Media in Iraq Cheapskates Americans


This morning I was interviewed by one of Radio trade TALKERS magazine’s “Heavy Hundred” (the 100 most important radio talk hosts in America), Brad Messer of CBS’s San Antonio station KTSA.

Brad said he’d tried to have a journalist from Iraq on his show at least once a month. However, his parent CBS usually tells him there’s none available there or just a local stringer.

Last month, I posted “Media in Iraq: Cowardice or Cheapness” that “a more central problem” than bias or risk in the U.S. media’s inadequate coverage of the war and developments in Iraq may be “the cheapness of the media in devoting resources to the war.” There are too few reporters to cover the many positive stories, instead focusing on the “if it bleeds, it leads” bombings around Baghdad, often staged for their coverage.

I ended that post:

If I were more of a Marxist, I would see a media capitalist conspiracy!
BTW: I have an excellent op-ed prepared going into much more depth and revelation on this subject. Any help getting it placed would reduce my Marxist suspicions.

Leading journalism trade newspaper Editor & Publisher kept me from waving the red flag by publishing my column, “Is the Press Covering the Iraq War On The Cheap.”

Letters to the editor of E&P from knowledgeable readers were favorable.

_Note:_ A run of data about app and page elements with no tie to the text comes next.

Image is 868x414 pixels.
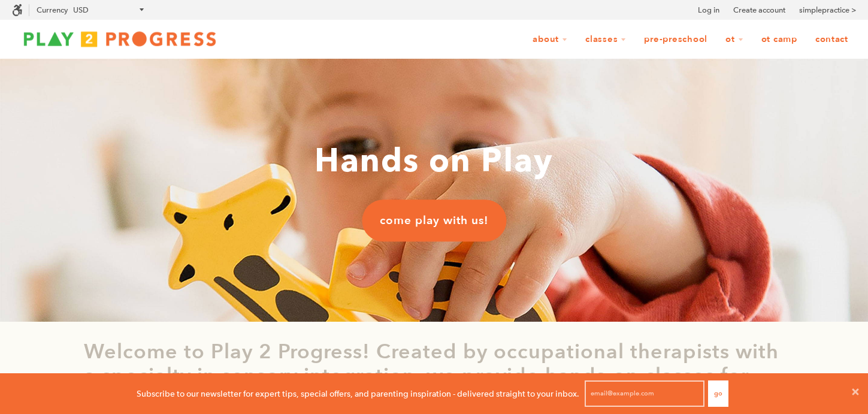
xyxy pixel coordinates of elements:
[799,4,856,16] a: simplepractice >
[136,387,579,400] p: Subscribe to our newsletter for expert tips, special offers, and parenting inspiration - delivere...
[636,28,715,51] a: Pre-Preschool
[380,213,488,229] span: come play with us!
[362,199,506,242] a: come play with us!
[808,28,856,51] a: Contact
[12,27,228,51] img: Play2Progress logo
[718,28,751,51] a: OT
[577,28,634,51] a: Classes
[525,28,575,51] a: About
[36,5,68,15] label: Currency
[708,381,728,407] button: Go
[698,4,720,16] a: Log in
[585,381,704,407] input: email@example.com
[753,28,805,51] a: OT Camp
[733,4,785,16] a: Create account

What one news business commentator calls “the news media’s dirty little secrets” is that inexpensive freelancers and locals are heavily used, of sometimes questionable abilities and agenda. A Committee to Protect Journalists article in 2004 on these “fixers” has the Knight Ridder bureau chief in Baghdad saying, “Their work has changed in the last year I’ve been here from making phone calls to going out and covering stories.” The Islamabad bureau chief for Associated Press says, “Their role is changing from a source to a contributor.”

There have been some cases of such locals being suspected of complicity in staging “news” of bombings, or of fabricating news. See here, or here, and here, for examples.

Today’s E&P front-pages James Carroll, former editor at the Los Angeles Times, speaking to the American Society of Newspaper Editors:

Carroll said bluntly that the goal of current newspaper owners is “money, that’s it.”…”It’s not surprising that there is a backlash today against those who are presumed to be gatekeepers.”…[Carroll] noting that too many owners are going for “milking a dying business for all it is worth. The symptoms of harvesting are staring us in the face.” He added that it is “most especially, in high profit margins.” He said that the average newspaper profit margin remains 19.5%.

Another newspaper business analyst points out in The New Yorker, that just sold McClatchy newspaper chain’s “operating margin last year was twenty-eight per cent….newspaper chains have become relentless in their pursuit of cost-cutting. Although much of this has been bad for the art of journalism, it has been very good for the bottom line.”

Those newspaper margins are far higher than those of oil companies, or most any other industry. Talking heads are often paid millions of dollars for their frequent inanity.

Gee, do ya think the press can spare something more than pocket change to serve their customers with the better coverage deserved about the Iraq war?